T-Mobile on Aug. 8 will announce the results of its fiscal second quarter. It’ll be the company’s first quarter as a publicly traded company, following its merger with MetroPCS, and its first full quarter offering the iPhone.
The results should offer an indication of how T-Mobile’s “un-carrier” strategy is so far playing out during what’s been, even just eight months in, surely the most exciting year in the carrier’s history.
In January, T-Mobile introduced monthly device-financing programs and no-contract unlimited 4G data plans. In March, it lit up its promised Long Term Evolution (LTE) network in seven cities.
In April, it began—years behind its rivals—to finally sell the Apple iPhone. In May, it closed its merger with prepaid carrier MetroPCS. And on July 10, it introduced Jump—a program that allows customers to upgrade their smartphones twice a year, instead of once every two years, as with its rivals—and offered Family Plans with no credit checks.
“Customers are really still pissed-off at very unpredictable billing, very unclear pricing, restrictive and confusing upgrades, and unfair treatment of loyal customers in this whole way that we sell them a phone and bury the costs into a long-term contract and tie them in,” T-Mobile CEO John Legere said during parent-company Deutsche Telekom’s Capital Markets Day in December 2012, where Legere first began to offer a picture of what T-Mobile had in mind—though he said much the same during a press event July 10.
“We think there is huge room for a challenger to change some of that,” he continued, “in a way that the larger players will not be able to, or will choose not to, respond to.”
But the larger players have responded.
On July 16, AT&T introduced Next, a program that lets customers purchase a new smartphone or tablet every year “with no down payment, no activation fee, no upgrade fee and no financing fees.”
And on July 18, Verizon introduced Verizon Edge, an “affordable way to upgrade to the newest device.” Edge divides up the cost of a phone over 24 months and lets users upgrade after six months—as long as they make 12 months’ worth of payments. The offer be available beginning Aug. 25.
While T-Mobile’s Legere has talked about fixing a broken industry and setting right what customers hate most, AT&T and Verizon introduced the offers with little contextual framing.
AT&T Mobility CEO Ralph de la Vega, in a statement introducing Next, said little more than that the deal is “hard to beat” and an “incredible value for customers who want the latest and greatest every year.”
Verizon public relations manager David Samberg offered little more, saying in a blog post: “Technology changes fast. You purchase a phone or tablet and within a few short months, something new hits the shelves.”
Sprint, in its way, also responded by calling attention to its unlimited data plans. On July 11, it offered the ability for customers to lock in the deal for life.

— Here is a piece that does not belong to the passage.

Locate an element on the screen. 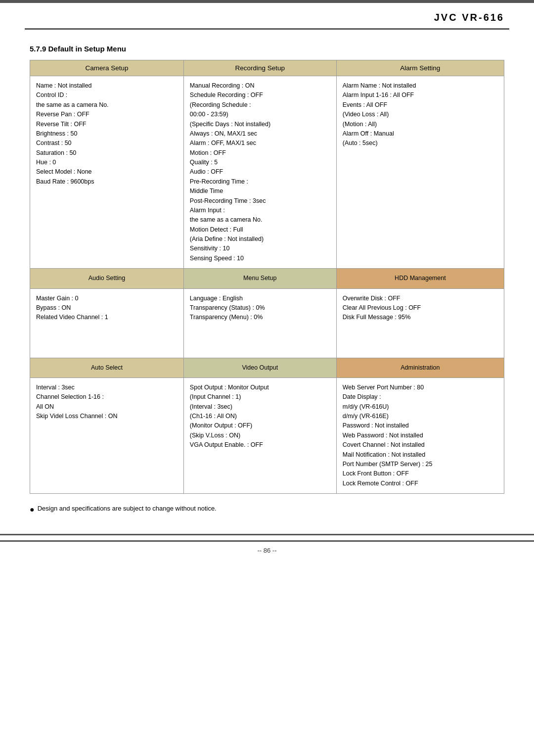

During T-Mobile’s July 10 event, Legere said that since T-Mobile launched its un-carrier strategy, more people are switching to it. In New York City, Los Angeles, San Francisco, San Diego and Washington, said Legere, T-Mobile is number one in new net customers. Its store traffic has also doubled, and so have credit applications.
That morning, Bloomberg, citing people familiar with the matter, reported that T-Mobile—for the first time in three years—had experienced a quarter during which it added more customers than it lost.
Still, some are cautious about T-Mobile’s ability to keep shaking up the industry.
Canaccord Genuity analyst Greg Miller, in an Aug. 4 research note, said that he also expects T-Mobile to announce its first growth in postpaid subscribers since its first quarter of 2011, but also that it will be difficult for the carrier to “maintain the temporary competitive edge” that’s come from its new smartphone offers and pricing model.
“With a matching offering by Sprint for T-Mobile U.S.’s unlimited plans and with its flexible contract-term plans quickly followed by AT&T and Verizon (although at a higher price point), we believe it remains difficult to maintain a long-term advantage on pricing plans alone,” wrote Miller. “The gold standard in wireless remains the network quality enjoyed by Verizon and AT&T, which T-Mobile U.S. and Sprint are both spending billions of dollars catching up to.”
Legere signed off on the July event by saying, “This is going to continue. [Current events are] Un-Carrier Phase 2. What I want you to know—and this should drive a bit of fear into the industry—is we already know Un-Carrier Phase 3. And we know when it’s coming.”
The industry should brace itself for this fall.